The department had not lost an officer in the line of duty in 18 years, but when Detective Brad Lancaster was killed in May, Kansas City Police Chief Terry Zeigler tasked Melton with planning a proper burial.

"I said, 'Dave, here's the deal, buddy. I need you to put together a manual ... so we have a playbook to go by if this should ever happen again but, God forbid, after we're long gone,'" Zeigler said.

Zeigler said Melton helped the department conduct a "phenomenal" service for Lancaster, who was shot while pursuing a suspect on foot.

Melton was fatally shot in the head while searching for a suspect in a drive-by shooting just ten weeks after Lancaster's funeral.

"The first funeral service we used [his manual] on after he wrote it," Zeigler said, "was his own."

Lynn Melton, Melton's sister-in-law, says she "never dreamed in a million years" she would get the phone call.

"It was just surreal," Lynn Melton said. "In my mind, I wanted to think, he's ok, but in my heart I knew he wasn't, because he always wore his vest."

Zeigler said the killings have reshaped how he approaches his officers.

"If you would've told me, at some point in my career, I would be hugging cops and telling them that I love them, I would've told you, you're crazy!" he said. "But I have hugged more cops, and told more cops that I love them, this year than I ever would've thought in a million years."

Many families feel especially protective of those who serve.

Shannon Frazier is raising a three-year-old and a thirteen-year-old after their father, De'Greaun, was shot and killed in February, working an undercover drug operation.
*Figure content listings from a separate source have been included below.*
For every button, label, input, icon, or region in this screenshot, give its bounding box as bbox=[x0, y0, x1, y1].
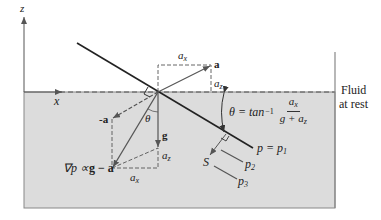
diagram-canvas bbox=[0, 0, 381, 220]
fluid-label-line1: Fluid bbox=[341, 84, 366, 96]
formula-fraction: ax g + az bbox=[278, 95, 309, 128]
p1-label: p = p1 bbox=[257, 142, 287, 156]
grad-p-label: ∇p ∝g − a bbox=[63, 162, 114, 174]
a-vector-label: a bbox=[214, 59, 220, 70]
theta-formula: θ = tan−1 ax g + az bbox=[229, 95, 309, 128]
p3-label: p3 bbox=[238, 175, 248, 189]
a-x-bottom-label: ax bbox=[130, 172, 139, 185]
g-label: g bbox=[162, 130, 168, 141]
a-z-bottom-label: az bbox=[162, 150, 171, 163]
a-vector bbox=[158, 66, 210, 92]
formula-numerator: ax bbox=[287, 95, 300, 112]
neg-a-label: -a bbox=[99, 114, 108, 125]
p2-label: p2 bbox=[245, 158, 255, 172]
z-axis-label: z bbox=[20, 3, 24, 14]
fluid-label-line2: at rest bbox=[339, 98, 368, 110]
theta-label: θ bbox=[145, 113, 150, 124]
a-z-top-label: az bbox=[214, 78, 223, 91]
s-label: S bbox=[203, 156, 209, 168]
x-axis-label: x bbox=[54, 95, 59, 107]
formula-denominator: g + az bbox=[278, 112, 309, 128]
a-x-top-label: ax bbox=[178, 50, 187, 63]
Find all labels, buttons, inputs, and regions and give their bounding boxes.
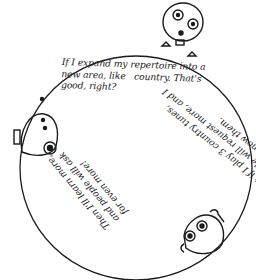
comic-panel: If I expand my repertoire into anew area… [0,0,256,280]
top-character-icon [162,3,203,56]
left-character-icon [14,98,58,156]
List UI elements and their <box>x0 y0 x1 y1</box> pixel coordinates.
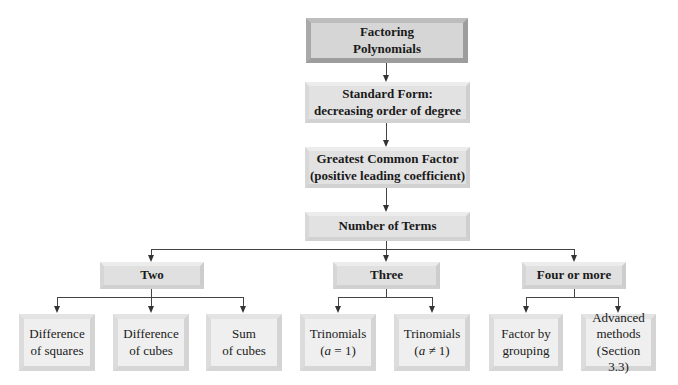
arrow-icon <box>383 75 389 82</box>
arrow-icon <box>429 306 435 313</box>
edge-standard-gcf <box>386 122 387 141</box>
arrow-icon <box>54 306 60 313</box>
relation: ≠ 1 <box>425 343 445 358</box>
arrow-icon <box>523 306 529 313</box>
three-bar <box>338 297 433 298</box>
node-difference-of-squares: Difference of squares <box>19 314 95 371</box>
node-label: Difference <box>123 326 178 342</box>
node-number-of-terms: Number of Terms <box>305 212 470 241</box>
node-label: decreasing order of degree <box>314 103 461 119</box>
arrow-icon <box>571 255 577 262</box>
node-gcf: Greatest Common Factor (positive leading… <box>305 147 470 188</box>
node-label: (Section 3.3) <box>586 343 651 376</box>
node-advanced-methods: Advanced methods (Section 3.3) <box>581 314 656 371</box>
node-label: Difference <box>29 326 84 342</box>
edge-two-down <box>151 288 152 297</box>
node-label: Trinomials <box>310 326 367 342</box>
node-sum-of-cubes: Sum of cubes <box>206 314 282 371</box>
node-standard-form: Standard Form: decreasing order of degre… <box>305 82 470 123</box>
node-label: (positive leading coefficient) <box>310 168 465 184</box>
node-trinomials-a-equals-1: Trinomials (a = 1) <box>300 314 376 371</box>
node-difference-of-cubes: Difference of cubes <box>113 314 189 371</box>
node-trinomials-a-not-1: Trinomials (a ≠ 1) <box>394 314 470 371</box>
node-label: Standard Form: <box>314 86 461 102</box>
arrow-icon <box>148 255 154 262</box>
node-label: Polynomials <box>353 41 421 57</box>
node-label: of squares <box>29 343 84 359</box>
node-label: Trinomials <box>404 326 461 342</box>
node-label: Four or more <box>537 267 611 283</box>
node-factoring-polynomials: Factoring Polynomials <box>306 18 468 63</box>
edge-four-down <box>574 288 575 297</box>
edge-three-down <box>386 288 387 297</box>
node-factor-by-grouping: Factor by grouping <box>489 314 563 371</box>
arrow-icon <box>383 140 389 147</box>
node-label: Greatest Common Factor <box>310 151 465 167</box>
branch-bar <box>151 249 575 250</box>
arrow-icon <box>335 306 341 313</box>
arrow-icon <box>240 306 246 313</box>
node-label: Sum <box>222 326 266 342</box>
arrow-icon <box>383 205 389 212</box>
arrow-icon <box>148 306 154 313</box>
node-four-or-more: Four or more <box>522 262 626 289</box>
node-label: Advanced <box>586 310 651 326</box>
node-label: of cubes <box>123 343 178 359</box>
four-bar <box>526 297 619 298</box>
node-label: Factor by <box>501 326 550 342</box>
node-label: methods <box>586 326 651 342</box>
node-condition: (a = 1) <box>310 343 367 359</box>
node-label: Two <box>140 267 164 283</box>
node-three: Three <box>333 262 440 289</box>
node-two: Two <box>100 262 204 289</box>
edge-terms-down <box>386 240 387 249</box>
node-label: of cubes <box>222 343 266 359</box>
edge-gcf-terms <box>386 187 387 206</box>
node-label: Number of Terms <box>339 218 437 234</box>
relation: = 1 <box>331 343 351 358</box>
node-label: Three <box>370 267 403 283</box>
node-label: grouping <box>501 343 550 359</box>
node-label: Factoring <box>353 24 421 40</box>
arrow-icon <box>383 255 389 262</box>
edge-root-standard <box>386 62 387 76</box>
node-condition: (a ≠ 1) <box>404 343 461 359</box>
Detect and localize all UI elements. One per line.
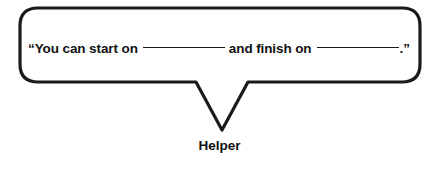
close-quote: ”: [403, 41, 410, 56]
bubble-text-part-2: and finish on: [229, 41, 312, 56]
open-quote: “: [28, 41, 35, 56]
bubble-text-part-1: You can start on: [35, 41, 138, 56]
bubble-text: “You can start onand finish on.”: [28, 35, 412, 61]
blank-field-2[interactable]: [317, 47, 399, 48]
bubble-path: [20, 8, 420, 130]
speech-bubble-diagram: “You can start onand finish on.” Helper: [0, 0, 439, 173]
speaker-label: Helper: [0, 138, 439, 153]
blank-field-1[interactable]: [143, 47, 225, 48]
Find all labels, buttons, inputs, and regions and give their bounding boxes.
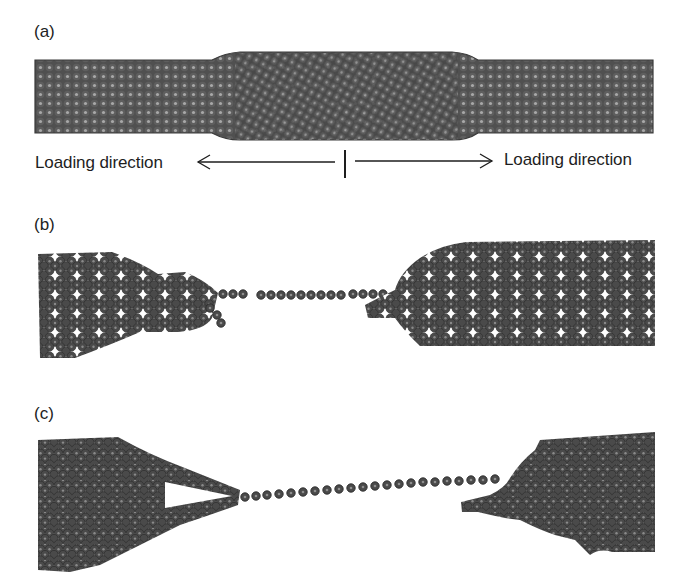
panel-a-nanowire [35, 52, 653, 140]
figure-canvas [0, 0, 691, 586]
monatomic-chain-c [241, 475, 499, 501]
arrow-right-icon [355, 154, 492, 168]
arrow-left-icon [198, 155, 335, 169]
loading-arrows [198, 150, 492, 178]
panel-b-fracture [38, 240, 655, 358]
monatomic-chain-b [219, 290, 387, 299]
panel-c-fracture [38, 432, 655, 572]
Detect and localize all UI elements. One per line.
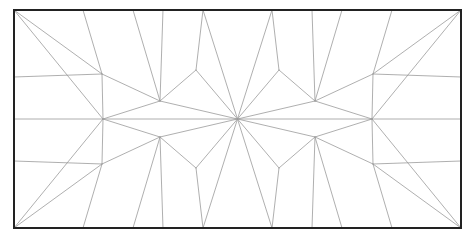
tessellation-diagram [0, 0, 475, 239]
figure-root [0, 0, 475, 239]
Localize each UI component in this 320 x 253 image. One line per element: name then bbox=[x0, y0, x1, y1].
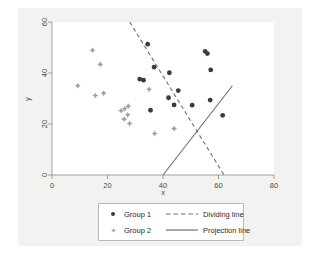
data-point bbox=[205, 51, 210, 56]
x-tick-label: 0 bbox=[50, 181, 54, 190]
y-tick-label: 0 bbox=[40, 173, 49, 177]
y-tick-label: 40 bbox=[40, 69, 49, 77]
data-point bbox=[167, 70, 172, 75]
data-point bbox=[208, 98, 213, 103]
data-point bbox=[172, 102, 177, 107]
data-point bbox=[190, 103, 195, 108]
x-tick-label: 60 bbox=[214, 181, 222, 190]
x-axis-label: x bbox=[161, 188, 165, 197]
legend-label-dividing-line: Dividing line bbox=[203, 210, 243, 219]
x-tick-label: 80 bbox=[270, 181, 278, 190]
data-point bbox=[145, 42, 150, 47]
data-point bbox=[148, 108, 153, 113]
x-tick-label: 20 bbox=[103, 181, 111, 190]
legend-label-group-2: Group 2 bbox=[124, 226, 151, 235]
legend-row-2: Group 2 Projection line bbox=[99, 222, 243, 238]
y-tick-label: 20 bbox=[40, 120, 49, 128]
data-point bbox=[152, 65, 157, 70]
data-point bbox=[141, 78, 146, 83]
line-dashed-icon bbox=[165, 211, 199, 217]
marker-circle-icon bbox=[106, 212, 120, 216]
y-axis-label: y bbox=[23, 97, 32, 101]
data-point bbox=[176, 88, 181, 93]
data-point bbox=[208, 68, 213, 73]
scatter-plot-figure: 0204060800204060 x y Group 1 Dividing li… bbox=[0, 0, 320, 253]
data-point bbox=[166, 95, 171, 100]
legend-row-1: Group 1 Dividing line bbox=[99, 206, 243, 222]
data-point bbox=[220, 113, 225, 118]
line-solid-icon bbox=[165, 227, 199, 233]
legend-label-projection-line: Projection line bbox=[203, 226, 250, 235]
legend-label-group-1: Group 1 bbox=[124, 210, 151, 219]
y-tick-label: 60 bbox=[40, 18, 49, 26]
chart-legend: Group 1 Dividing line Group 2 bbox=[98, 203, 244, 241]
plot-area-background bbox=[52, 22, 274, 175]
marker-diamond-icon bbox=[106, 228, 120, 233]
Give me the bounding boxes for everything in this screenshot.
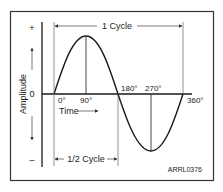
tick-0: 0° [58, 96, 66, 105]
amplitude-minus: – [29, 155, 34, 165]
amplitude-label: Amplitude [18, 74, 28, 114]
time-label: Time [59, 106, 79, 116]
tick-90: 90° [80, 96, 92, 105]
tick-360: 360° [187, 96, 204, 105]
tick-270: 270° [145, 84, 162, 93]
full-cycle-label: 1 Cycle [102, 21, 132, 31]
figure-credit: ARRL0376 [168, 166, 202, 173]
amplitude-plus: + [29, 23, 34, 33]
half-cycle-label: 1/2 Cycle [67, 154, 105, 164]
tick-180: 180° [121, 84, 138, 93]
sine-wave-diagram: 1 Cycle 1/2 Cycle + 0 – Amplitude 0° 90°… [0, 0, 223, 192]
amplitude-zero: 0 [29, 89, 34, 99]
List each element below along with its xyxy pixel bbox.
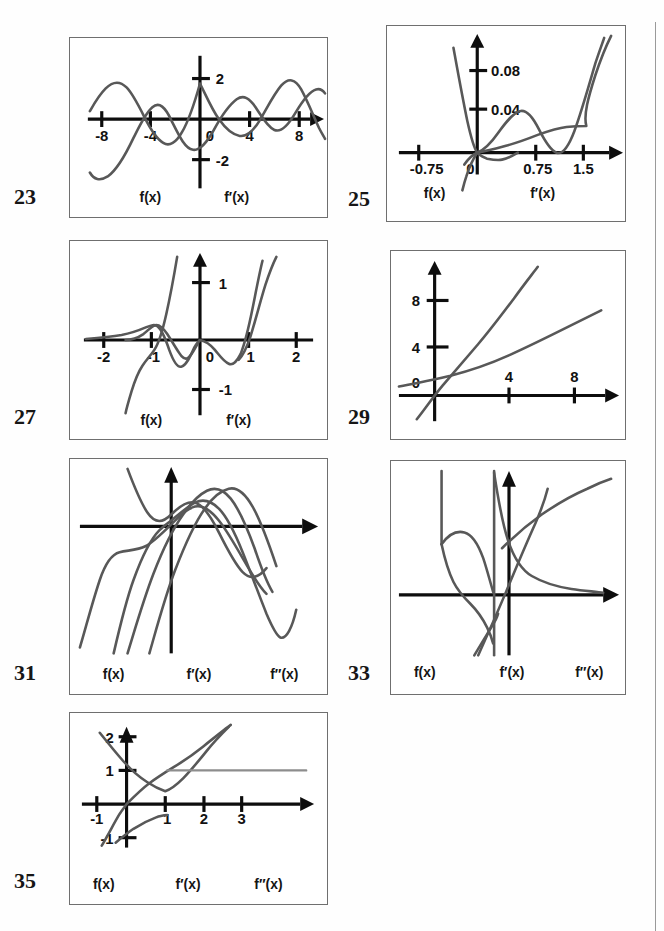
xtick-label-4: 4 — [505, 369, 514, 385]
plot-27: -2 -1 0 1 2 1 -1 f(x) f′(x) — [70, 241, 327, 439]
curve-label-fprime: f′(x) — [224, 189, 249, 205]
ytick-label-2: 2 — [216, 72, 224, 88]
curve-label-fprime: f′(x) — [187, 666, 212, 682]
plot-23: -8 -4 0 4 8 2 -2 f(x) f′(x) — [70, 38, 327, 217]
curve-label-fprime: f′(x) — [500, 664, 525, 680]
y-axis-arrow — [120, 727, 134, 743]
curve-label-fprime: f′(x) — [530, 185, 555, 201]
y-axis-arrow — [502, 471, 516, 487]
curve-f-hump — [442, 532, 494, 592]
figure-panel-35: -1 1 2 3 2 1 -1 f(x) f′(x) f″(x) — [69, 712, 328, 905]
exercise-number-33: 33 — [348, 660, 370, 686]
ytick-label-1: 1 — [219, 276, 227, 292]
plot-35: -1 1 2 3 2 1 -1 f(x) f′(x) f″(x) — [70, 713, 327, 904]
ytick-label-0.08: 0.08 — [491, 63, 520, 79]
curve-label-f: f(x) — [140, 189, 162, 205]
curve-label-fdoubleprime: f″(x) — [254, 876, 282, 892]
figure-panel-25: -0.75 0 0.75 1.5 0.08 0.04 f(x) f′(x) — [386, 25, 626, 222]
x-axis-arrow — [605, 389, 619, 403]
ytick-label-0.04: 0.04 — [491, 102, 521, 118]
plot-25: -0.75 0 0.75 1.5 0.08 0.04 f(x) f′(x) — [387, 26, 625, 221]
y-axis-arrow — [428, 261, 442, 275]
figure-panel-27: -2 -1 0 1 2 1 -1 f(x) f′(x) — [69, 240, 328, 440]
exercise-number-29: 29 — [348, 404, 370, 430]
xtick-label-4: 2 — [292, 349, 300, 365]
x-axis-arrow — [609, 146, 623, 160]
ytick-label--1: -1 — [219, 382, 232, 398]
exercise-number-25: 25 — [348, 186, 370, 212]
figure-panel-33: f(x) f′(x) f″(x) — [390, 460, 626, 695]
curve-c — [114, 501, 297, 654]
exercise-number-27: 27 — [14, 404, 36, 430]
xtick-label-2: 0 — [206, 349, 214, 365]
y-axis-arrow — [164, 467, 178, 483]
y-axis-arrow — [193, 253, 207, 267]
xtick-label-0: -0.75 — [410, 161, 444, 177]
xtick-label-3: 1 — [246, 349, 254, 365]
ytick-label-4: 4 — [412, 340, 421, 356]
xtick-label-3: 1.5 — [573, 161, 594, 177]
curve-label-f: f(x) — [93, 876, 115, 892]
xtick-label-2: 2 — [200, 811, 208, 827]
xtick-label-2: 0.75 — [523, 161, 552, 177]
ytick-label--2: -2 — [216, 153, 229, 169]
plot-29: 4 8 8 4 0 — [391, 251, 625, 439]
plot-33: f(x) f′(x) f″(x) — [391, 461, 625, 694]
plot-31: f(x) f′(x) f″(x) — [70, 459, 327, 694]
x-axis-arrow — [302, 518, 318, 534]
curve-label-f: f(x) — [141, 412, 163, 428]
figure-panel-23: -8 -4 0 4 8 2 -2 f(x) f′(x) — [69, 37, 328, 218]
curve-fprime — [102, 725, 231, 846]
xtick-label--1: -1 — [90, 811, 103, 827]
xtick-label-0: -2 — [97, 349, 110, 365]
page-vertical-rule — [655, 22, 656, 931]
xtick-label-4: 8 — [295, 128, 303, 144]
exercise-number-35: 35 — [14, 868, 36, 894]
xtick-label-1: 1 — [163, 811, 171, 827]
curve-label-fdoubleprime: f″(x) — [575, 664, 603, 680]
xtick-label-3: 3 — [238, 811, 246, 827]
x-axis-arrow — [300, 797, 314, 811]
curve-label-fprime: f′(x) — [176, 876, 201, 892]
ytick-label-1: 1 — [105, 763, 113, 779]
exercise-number-23: 23 — [14, 184, 36, 210]
y-axis-arrow — [470, 34, 484, 48]
curve-fpp-log — [502, 479, 611, 548]
exercise-number-31: 31 — [14, 660, 36, 686]
curve-label-fprime: f′(x) — [226, 412, 251, 428]
figure-page: 23 -8 -4 0 4 8 2 -2 — [0, 0, 664, 931]
curve-label-fdoubleprime: f″(x) — [270, 666, 298, 682]
curve-label-f: f(x) — [414, 664, 436, 680]
curve-label-f: f(x) — [103, 666, 125, 682]
figure-panel-29: 4 8 8 4 0 — [390, 250, 626, 440]
xtick-label-0: -8 — [95, 128, 108, 144]
ytick-label-8: 8 — [412, 293, 420, 309]
x-axis-arrow — [603, 587, 619, 603]
curve-label-f: f(x) — [424, 185, 446, 201]
xtick-label-8: 8 — [570, 369, 578, 385]
figure-panel-31: f(x) f′(x) f″(x) — [69, 458, 328, 695]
"People talk so negative about law enforcement, but are you going to get out there and do it?" she asks. "Are you willing to take that oath, take that badge and that gun and put your life on the line to protect people that you don't even know?"

"It's not localized"

Fred Bealefeld, a former Baltimore police commissioner, said social media magnifies reactions by officers and citizens alike to tragic incidents involving police.

"It's not localized," he said. "A funeral or a killing of a police officer in Maine is viewed by police families and police officers all across the country."

"The instantaneous nature of their exposure to these incidents puts a psychological strain on police officers, all over the country," Bealefeld said, "that no one in law enforcement has ever had to deal with before."

Community reactions get nationalized as well.

 

 

"If we did something wrong in Baltimore, we prepare for the backlash in Baltimore," Bealefeld said. "But now, something that happens in Stanford could blow up in Baltimore."

Some families of fallen officers also questioned how to evaluate what they see online.

"I don't know if it's through Facebook, or if there truly is an increase in the amount of police violence," said Amy Gooding, whose husband Jason, a Portland officer, was killed while serving a warrant in February.

While the internet certainly enhances the availability and intensity of information, law enforcement leaders stress that the numbers show police currently face an unusually high threat.

"You'd have to go back almost to the 1970s, to see a similar experience in American policing," Bill Bratton, who just finished his second stint as New York Police Department Commissioner and provides police analysis for NBC News, said. "A significant number of those who were killed in the line of duty by gunfire were actually targeted because they are police."